Monument to B.B. King in Montreux, Switzerland

Later, having learned that the cause of the fight was a woman named Lucille, he named his guitar that way as a sign that no woman was worth such nonsense.

For more than 20 years, King struggled with diabetes, which caused his death at the age of 89 on May 14, 2015.

Robert Leroy Johnson

- a bright but quickly passing star in the world of blues music - was born on May 8, 1911. In his youth, he met famous blues musicians Sun House and Willie Brown and decided to start playing blues professionally.


Robert Leroy Johnson

Several months of training with the team only resulted in the guy remaining a good amateur. Then Robert swore that he would play great and disappeared for several months. When he reappeared, his level of play became noticeably higher. Johnson himself said that he contacted the devil. The legend of a musician who sold his soul for the ability to play the blues has spread throughout the world.

Robert Leroy Johnson died at age 28 on August 16, 1938. He was allegedly poisoned by his mistress's husband. His family had no money, so he was buried in the municipal cemetery. Johnson's legacy is difficult to count - although he recorded very little himself, his songs were often performed by many world-famous stars (Eric Clapton, Led Zeppelin, The Rolling Stones, The Doors, Bob Dylan).

Muddy Waters

- founder of the Chicago school - born on April 4, 1913 in the small town of Rolling Fork. As a child, he learned to play the harmonica, and in his teens he mastered the guitar.


Muddy Waters

A simple acoustic guitar didn't suit Muddy very well. He really started playing only at the moment when he switched to an electric guitar. The powerful rumble and abrupt voice glorified the aspiring singer and performer. In essence, Muddy Waters' work straddles the line between blues and rock and roll. The musician died on April 30, 1983.

Gary Moore

- famous Irish guitarist, singer and songwriter - born April 4, 1952. In his career, he experimented a lot with different types of music, but still gave preference to the blues.


Gary Moore

In one of his interviews, Moore admitted that he likes the dialogue that arises between vocals and guitar in blues. This opens up a wide field for experimentation.

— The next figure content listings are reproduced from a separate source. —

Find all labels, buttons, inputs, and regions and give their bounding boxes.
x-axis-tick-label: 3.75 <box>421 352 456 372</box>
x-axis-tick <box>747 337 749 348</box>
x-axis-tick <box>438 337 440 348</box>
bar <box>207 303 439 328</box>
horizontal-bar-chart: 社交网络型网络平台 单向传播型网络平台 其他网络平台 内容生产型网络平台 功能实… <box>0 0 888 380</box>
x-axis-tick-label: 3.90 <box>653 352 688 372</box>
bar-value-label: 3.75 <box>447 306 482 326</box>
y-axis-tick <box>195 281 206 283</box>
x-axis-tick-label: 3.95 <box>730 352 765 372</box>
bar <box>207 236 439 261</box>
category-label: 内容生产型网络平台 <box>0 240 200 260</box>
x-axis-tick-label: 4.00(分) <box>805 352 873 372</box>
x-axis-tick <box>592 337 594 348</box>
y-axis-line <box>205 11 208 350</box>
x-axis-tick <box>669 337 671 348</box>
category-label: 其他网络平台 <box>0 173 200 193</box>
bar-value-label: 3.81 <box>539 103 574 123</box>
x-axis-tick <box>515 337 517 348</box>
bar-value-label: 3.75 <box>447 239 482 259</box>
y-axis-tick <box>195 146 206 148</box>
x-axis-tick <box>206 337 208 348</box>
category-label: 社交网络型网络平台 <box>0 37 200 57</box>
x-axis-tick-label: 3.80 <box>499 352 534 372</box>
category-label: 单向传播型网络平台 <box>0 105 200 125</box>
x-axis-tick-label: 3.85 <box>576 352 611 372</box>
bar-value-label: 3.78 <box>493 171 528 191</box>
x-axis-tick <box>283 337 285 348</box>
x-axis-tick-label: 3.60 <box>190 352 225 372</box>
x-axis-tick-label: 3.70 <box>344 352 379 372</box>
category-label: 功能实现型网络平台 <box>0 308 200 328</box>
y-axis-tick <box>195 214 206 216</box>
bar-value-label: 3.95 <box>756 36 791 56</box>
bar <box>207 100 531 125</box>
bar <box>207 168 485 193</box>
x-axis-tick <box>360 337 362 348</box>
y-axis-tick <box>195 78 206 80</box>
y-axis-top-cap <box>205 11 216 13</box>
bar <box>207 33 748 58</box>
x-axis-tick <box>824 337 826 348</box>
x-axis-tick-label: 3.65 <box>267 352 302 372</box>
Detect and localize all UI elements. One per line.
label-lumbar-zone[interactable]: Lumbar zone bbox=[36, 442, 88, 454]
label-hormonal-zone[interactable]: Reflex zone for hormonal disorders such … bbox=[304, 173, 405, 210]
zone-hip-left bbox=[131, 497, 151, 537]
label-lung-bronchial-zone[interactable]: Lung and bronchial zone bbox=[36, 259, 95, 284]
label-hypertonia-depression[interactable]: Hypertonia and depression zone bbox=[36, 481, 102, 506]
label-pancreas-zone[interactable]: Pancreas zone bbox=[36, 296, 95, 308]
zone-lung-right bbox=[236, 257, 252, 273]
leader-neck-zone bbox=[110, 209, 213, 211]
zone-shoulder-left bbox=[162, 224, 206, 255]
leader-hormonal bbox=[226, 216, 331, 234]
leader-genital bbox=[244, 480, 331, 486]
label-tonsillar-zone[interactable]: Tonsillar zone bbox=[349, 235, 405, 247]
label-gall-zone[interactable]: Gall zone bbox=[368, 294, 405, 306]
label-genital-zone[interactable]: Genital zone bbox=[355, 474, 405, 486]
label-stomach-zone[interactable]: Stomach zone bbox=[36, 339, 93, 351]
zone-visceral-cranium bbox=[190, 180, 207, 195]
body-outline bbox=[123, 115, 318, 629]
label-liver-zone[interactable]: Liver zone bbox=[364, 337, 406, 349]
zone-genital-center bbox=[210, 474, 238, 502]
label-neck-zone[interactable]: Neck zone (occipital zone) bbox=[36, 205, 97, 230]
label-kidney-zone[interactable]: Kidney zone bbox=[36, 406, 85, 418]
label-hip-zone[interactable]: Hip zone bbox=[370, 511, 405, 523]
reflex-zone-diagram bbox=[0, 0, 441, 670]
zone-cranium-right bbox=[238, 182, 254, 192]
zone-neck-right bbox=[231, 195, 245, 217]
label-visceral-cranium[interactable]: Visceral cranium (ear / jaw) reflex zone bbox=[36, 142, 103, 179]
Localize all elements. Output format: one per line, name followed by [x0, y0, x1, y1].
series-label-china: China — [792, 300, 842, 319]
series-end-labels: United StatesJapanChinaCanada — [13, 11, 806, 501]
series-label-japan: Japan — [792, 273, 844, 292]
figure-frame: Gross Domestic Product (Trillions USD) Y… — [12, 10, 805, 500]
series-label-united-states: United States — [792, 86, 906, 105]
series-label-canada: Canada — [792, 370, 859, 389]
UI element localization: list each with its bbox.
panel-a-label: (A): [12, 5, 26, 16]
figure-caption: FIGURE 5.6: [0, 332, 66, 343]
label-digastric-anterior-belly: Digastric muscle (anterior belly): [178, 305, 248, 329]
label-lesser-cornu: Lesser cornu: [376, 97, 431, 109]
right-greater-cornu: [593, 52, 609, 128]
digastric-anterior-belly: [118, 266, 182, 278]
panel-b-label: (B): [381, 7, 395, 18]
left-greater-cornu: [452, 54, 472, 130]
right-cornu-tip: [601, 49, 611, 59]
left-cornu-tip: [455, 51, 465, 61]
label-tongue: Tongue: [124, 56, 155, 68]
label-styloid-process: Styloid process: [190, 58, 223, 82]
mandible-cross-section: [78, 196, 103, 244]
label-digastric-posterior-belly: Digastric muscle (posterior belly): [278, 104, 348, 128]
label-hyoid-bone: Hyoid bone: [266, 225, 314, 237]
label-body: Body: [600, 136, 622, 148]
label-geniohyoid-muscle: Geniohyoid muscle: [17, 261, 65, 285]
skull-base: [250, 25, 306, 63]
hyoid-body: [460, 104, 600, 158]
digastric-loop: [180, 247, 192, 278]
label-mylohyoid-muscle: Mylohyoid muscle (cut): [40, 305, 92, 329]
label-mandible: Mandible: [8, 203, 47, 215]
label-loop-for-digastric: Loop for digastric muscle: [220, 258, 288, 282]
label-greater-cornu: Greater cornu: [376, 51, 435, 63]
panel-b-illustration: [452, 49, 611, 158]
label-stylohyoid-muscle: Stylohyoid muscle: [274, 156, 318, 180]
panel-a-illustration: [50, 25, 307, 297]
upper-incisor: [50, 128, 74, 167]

Interestingly, although Gary Moore was left-handed, he learned to play the guitar as a right-hander from childhood and performed this way throughout his life until his death on February 6, 2011.

Eric Clapton

- one of the most influential figures in British rock - born March 30, 1945. The only musician to be inducted into the Rock and Roll Hall of Fame three times - twice as part of bands and once as a solo artist. Clapton played in various genres, but always gravitated towards the blues, which made his playing recognizable and characteristic.


Eric Clapton

Sonny Boy Williamson I and II

Sonny Boy Williamson, American blues harmonica player and singer, was born on December 5, 1912.

There are two famous Sonny Boy Williamsons in the world. The fact is that Sonny Boy Williamson II took the pseudonym of the same name in honor of his idol - Sonny Boy Williamson I. The fame of the second Sonya greatly overshadowed the legacy of the first, although it was he who was an innovator in his field.


Sonny Boy Williamson I

Sonny Boy was one of the most famous and original harmonica players. He is distinguished by a special style of performance: simple, melodic, smooth. The lyrics of his songs are subtle and lyrical.


Sonny Boy Williamson II

Williamson II valued personal comfort rather than fame, so he sometimes allowed himself to disappear for a couple of months to rest, and then reappear on stage. Sonny Boy Williamson II passed away on May 25, 1965.